(I gather that Docker tries hard at another take on "making it easier")We had a talk on Bosh recently, which represents a newer way of goingsetting a VM to install X"?boring in that it amounted to "so, how do we go through the mechanics ofWe had a series of talks over the years on virtualization which kind of gotOn 9 December 2014 at 14:37, Blaise Alleyne <email+libre@blaise.ca> wrote:That's certainly interesting.
>
> On 08/12/14 12:47 PM, D. Hugh Redelmeier wrote:
> > - I'm interested in setting up my in-house services like a cloud.
> > Perhaps <http://owncloud.org/>. Motivation: I want to keep control
> > of my own data as much as possible. Can anyone speak to this?
> >
>
> I could happily speak to this in the future.
>
> I'm self-hosting a bunch of stuff at home, as part of my own degooglification
> process: ownCloud, SOGo, Snowy, Mediagoblin, Tiny Tiny RSS, Dokuwiki... in the
> past, MythTV (including Mythweb), Mediawiki, Ampache... and services I'm
> hosting, but not at home, include FreeSWITCH and ejabberd (and email...).
>
> I also gave a talk at FSOSS this year on software freedom in a networked work,
> which covered some of this as well, though not as a technical talk.
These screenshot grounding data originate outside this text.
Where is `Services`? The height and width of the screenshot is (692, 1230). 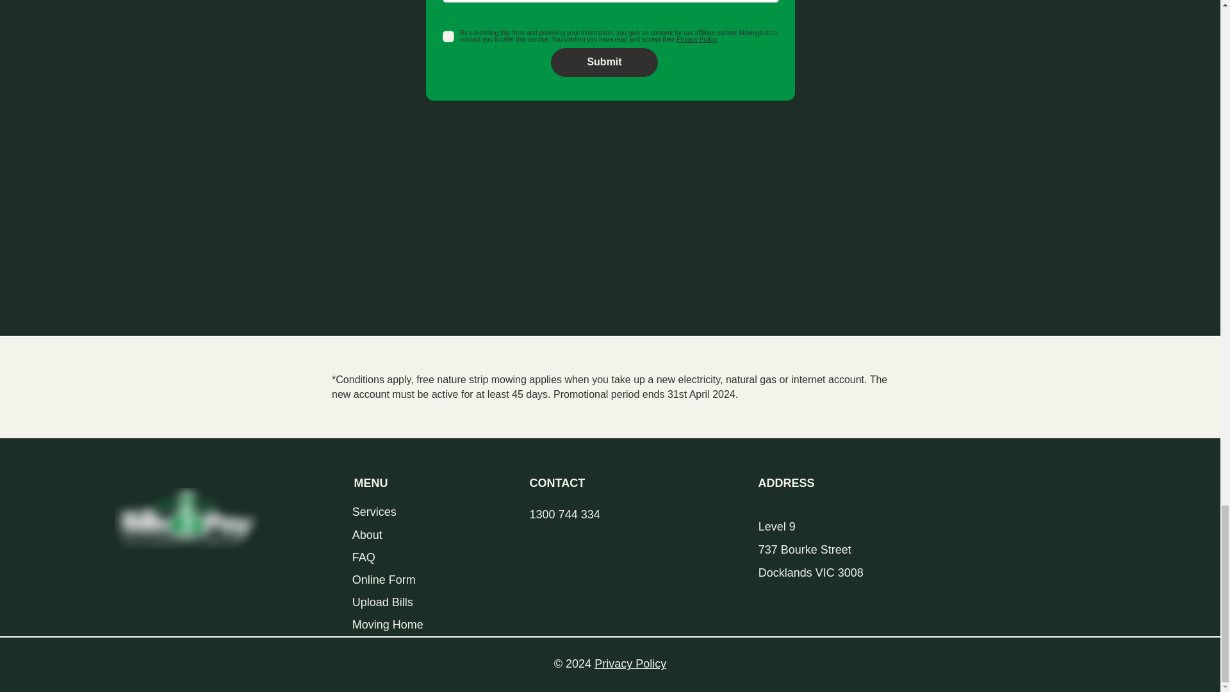
Services is located at coordinates (419, 511).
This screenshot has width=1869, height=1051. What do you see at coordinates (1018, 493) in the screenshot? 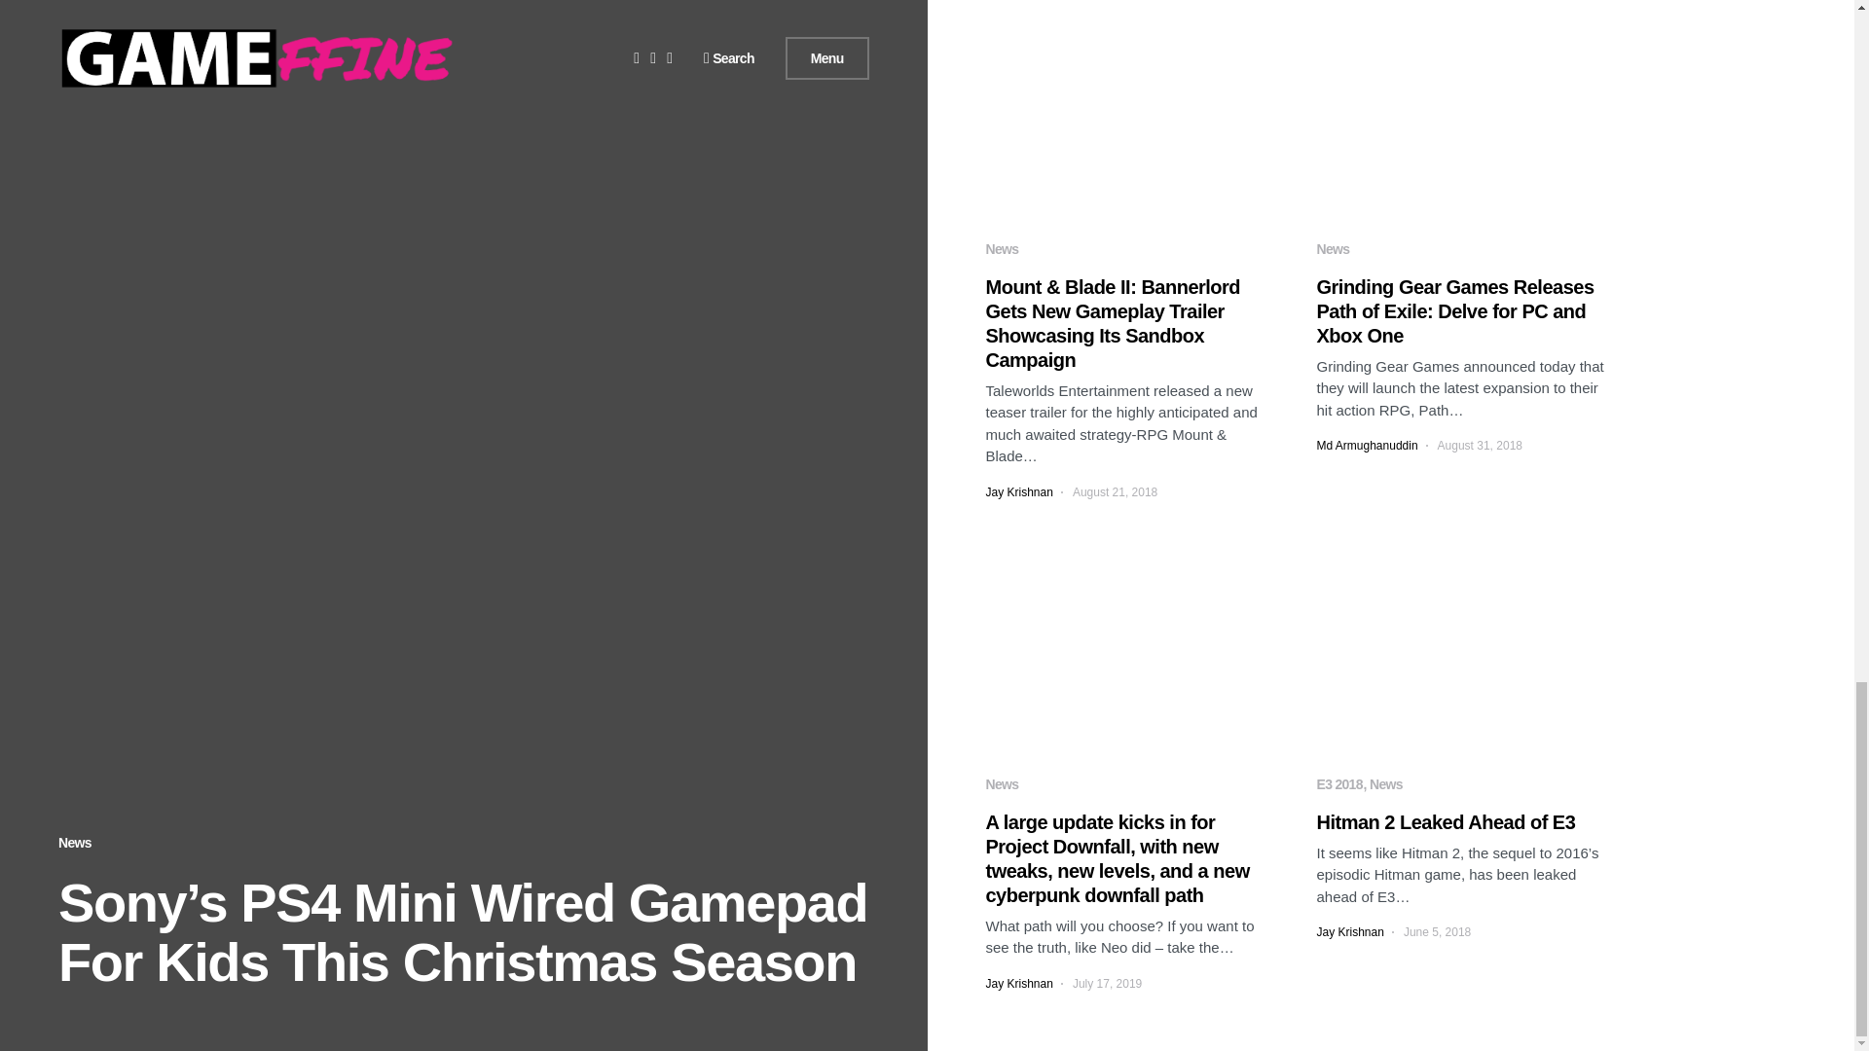
I see `View all posts by Jay Krishnan` at bounding box center [1018, 493].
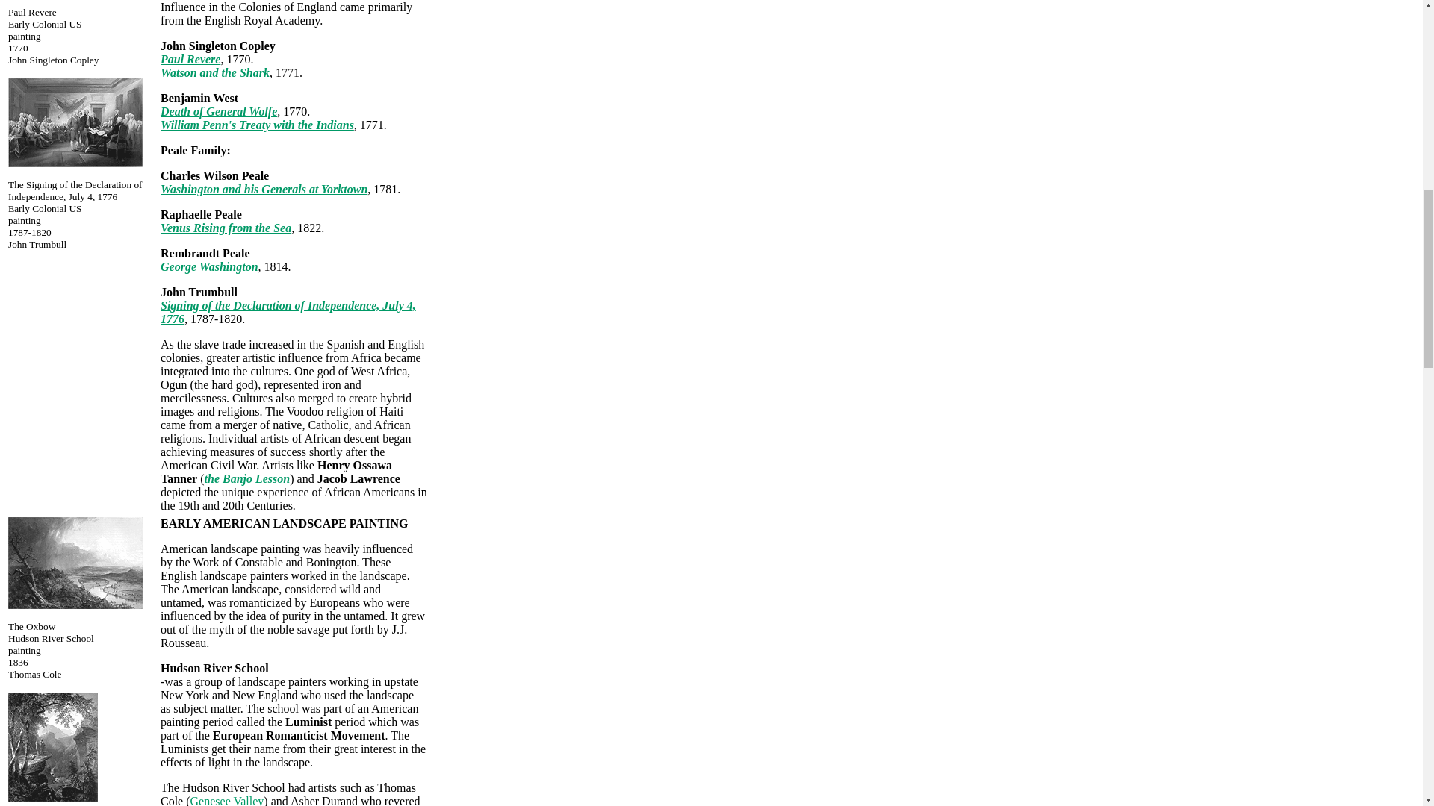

through those mechanics. Interesting in that it has gotten easier.The OTHER side of this is managing the infrastructure for a set of VMs.I'm not keen on something where that's a big job; it sure would be nice ifmost of the time spent managing a dozen services is spent on those
dozen services.I know VMWare sells a product, vSphere, targeted at this, and that
OpenStack does somewhat similar (in OSS arena). Would like to hear
more...
--
When confronted by a difficult problem, solve it by reducing it to the
question, "How would the Lone Ranger handle this?"